WHAT'S ELEGANCE GOT TO DO WITH IT


BY Laura Kenny

Lift, Hike or Climb: there's no such thing as a boys' sport.

We’re living in 2018, the age of the empowerment of women, and every other female friend of yours is #Beyoncé and a Queen. Yet, looming over our delirious leaps and bounds to social equality is one of the strangest environments: The Gym.

Let’s be honest - the Gym is a place we have mixed feelings about at best. Tying us to our new year’s resolutions with a cool $25 a week or commitment, forcing us to buy hundreds of dollars of active wear to be appropriately fashionable to our peers, smelling somehow permanently of sweaty balls and tangy surface cleaners – truly a party for the olfactory senses.

It’s hard to capture the limelight that you experience as a sole female braving the weights section of any given gym at any given hour. Especially for us women with pretty normal bodies that aren’t perfect, the marriage of a voyeuristic audience with your very normal bodily insecurities, is about as tempting at 7am as a hot poke in the ovary.

Intellectually we all know that comparing yourself to others is a poisonous habit and we ought to work out to better ourselves, tire ourselves out, care for our minds and emotions. Emotionally though, we don’t look as elegant as her, and we can’t lift as much as him, and we worry we look like the before-shot in some heinous gym ad. But the truth is, elegance and beauty has nothing to do with it – and if you can’t remember that, get out of the gym.

The truth is that there are many types of bodies, with many specific strengths and weaknesses, heavinesses and lightnesses. For example, I have strong arms that make doing push-ups and hitting rackets and acrobatics easier. One of my best friends has strong legs that make cycling a cinch – a perfect torture for me.

When it comes to our bodies, we ought to lean into our strengths and joys and not give a second thought to the things we look awful doing, feel naturally incompetent at or socially embarrassed to give a go. Moving is moving and sweat is sweat, and I say, take the easy wins.

If you’re like me and you’re a girl who’s not up for bouncing up and down and pretending to be a light spring chicken here three ideas for exercises you may have considered the domain of the men:

1.     Lifting Weights

That’s right, the least elegant of them all. Lifting gets a bad rap but in truth, is an art-form to be perfectly and worked upon, competing only with yourself. If you’re looking to have the highest return on time spent, try a basic weights routine which burns calories in rebuilding muscle for up to 38 hours after you train. If you’re new and it all seems scary, start with the big three: Squats, Dead-Lifts and Bench Presses.

2.     Rock Climbing and Bouldering

Sometimes considered the domain of shirtless men and daredevil types, Climbing is actually a sport that is super democratic to body size and type. This is because climbing is equally strenuous no matter your weight – it is a test of relative strength. Beyond this, climbing requires a kind of total mental concentration in calculating your path up the wall – the best version of mindfulness in my opinion.

3.     Hiking

Humans are designed for exactly this. Savanah creatures, we thrive on our ability to cover long distances without muscular failure and are incredible endurance walkers. Hiking not only provides a linear sense of achievement to reach new destinations, but also moves you out of the city and into nature. It goes fast and slow and let’s your brain diffuse tension by dint of time. Best feature is – if you hate the way you look exercising, at least hiking, no one can see you, and you can only see beautiful vistas.

We may not all have the gift of feeling like a breathing beauty standard, but we all have the gift of effort and sweat and being ugly under strain and succeeding where once we failed.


Search the records for the word "pixel" and copy every line in which it occurs.

Entries shown Start Marker

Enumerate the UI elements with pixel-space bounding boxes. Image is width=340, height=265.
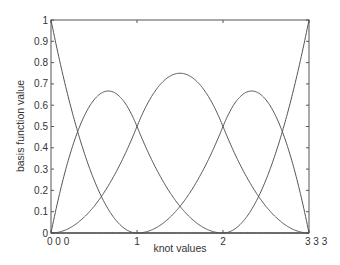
x-tick-label: 2 xyxy=(220,236,226,247)
x-tick-label: 1 xyxy=(134,236,140,247)
y-tick-label: 0.8 xyxy=(34,57,48,68)
plot-frame xyxy=(51,20,309,233)
x-tick-label: 3 3 3 xyxy=(305,236,328,247)
y-tick-label: 0.3 xyxy=(34,164,48,175)
x-axis-label: knot values xyxy=(153,242,206,254)
y-tick-label: 0.2 xyxy=(34,185,48,196)
y-tick-label: 1 xyxy=(42,15,48,26)
y-tick-label: 0.6 xyxy=(34,100,48,111)
y-tick-label: 0.7 xyxy=(34,78,48,89)
y-tick-label: 0.1 xyxy=(34,206,48,217)
x-tick-label: 0 0 0 xyxy=(47,236,70,247)
y-tick-label: 0.9 xyxy=(34,36,48,47)
basis-curve-n0 xyxy=(51,20,309,233)
y-tick-label: 0.5 xyxy=(34,121,48,132)
basis-curve-n2 xyxy=(51,73,309,233)
y-tick-label: 0.4 xyxy=(34,142,48,153)
y-axis-label: basis function value xyxy=(14,80,26,172)
basis-curve-n4 xyxy=(51,20,309,233)
basis-function-chart: 00.10.20.30.40.50.60.70.80.91 0 0 0123 3… xyxy=(0,0,340,265)
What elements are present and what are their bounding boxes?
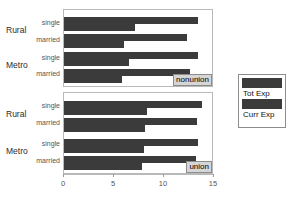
y-inner-label-married: married — [0, 70, 60, 78]
bar-tot-exp — [64, 139, 198, 146]
bar-curr-exp — [64, 24, 135, 31]
bar-curr-exp — [64, 108, 147, 115]
bar-tot-exp — [64, 156, 196, 163]
legend-swatch-tot-exp — [242, 78, 282, 88]
panel-nonunion: nonunion — [63, 9, 213, 87]
y-outer-label-metro: Metro — [6, 61, 28, 70]
x-tick-mark — [113, 174, 114, 177]
bar-tot-exp — [64, 118, 197, 125]
x-tick-label: 15 — [209, 179, 217, 188]
x-tick-label: 10 — [159, 179, 167, 188]
x-tick-mark — [213, 174, 214, 177]
strip-label-union: union — [186, 161, 212, 173]
x-tick-mark — [63, 174, 64, 177]
y-inner-label-married: married — [0, 119, 60, 127]
strip-label-nonunion: nonunion — [173, 74, 212, 86]
bar-tot-exp — [64, 17, 198, 24]
y-outer-label-rural: Rural — [6, 110, 26, 119]
legend-label-curr-exp: Curr Exp — [242, 109, 282, 120]
legend-label-tot-exp: Tot Exp — [242, 88, 282, 99]
bar-tot-exp — [64, 101, 202, 108]
y-inner-label-married: married — [0, 36, 60, 44]
bar-tot-exp — [64, 34, 187, 41]
bar-curr-exp — [64, 125, 145, 132]
panel-union: union — [63, 92, 213, 174]
bar-curr-exp — [64, 146, 144, 153]
legend-swatch-curr-exp — [242, 99, 282, 109]
x-tick-label: 5 — [111, 179, 115, 188]
bar-curr-exp — [64, 41, 124, 48]
bar-tot-exp — [64, 52, 198, 59]
legend: Tot Exp Curr Exp — [238, 74, 286, 128]
x-tick-label: 0 — [61, 179, 65, 188]
bar-curr-exp — [64, 59, 129, 66]
x-axis: 0 5 10 15 — [63, 174, 213, 196]
bar-curr-exp — [64, 163, 142, 170]
x-tick-mark — [163, 174, 164, 177]
bar-tot-exp — [64, 69, 190, 76]
y-outer-label-metro: Metro — [6, 147, 28, 156]
trellis-bar-chart-figure: nonunion single married single married R… — [0, 0, 290, 199]
bar-curr-exp — [64, 76, 122, 83]
y-inner-label-married: married — [0, 157, 60, 165]
y-outer-label-rural: Rural — [6, 26, 26, 35]
x-axis-line — [63, 174, 213, 175]
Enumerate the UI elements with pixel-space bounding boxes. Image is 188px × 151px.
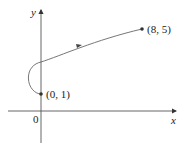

Entries shown End Marker

Answer space »
Enumerate the UI elements with pixel-space bounding boxes. Image is width=340, height=265.
Enumerate the UI elements with pixel-space bounding boxes. Image is 188px × 151px.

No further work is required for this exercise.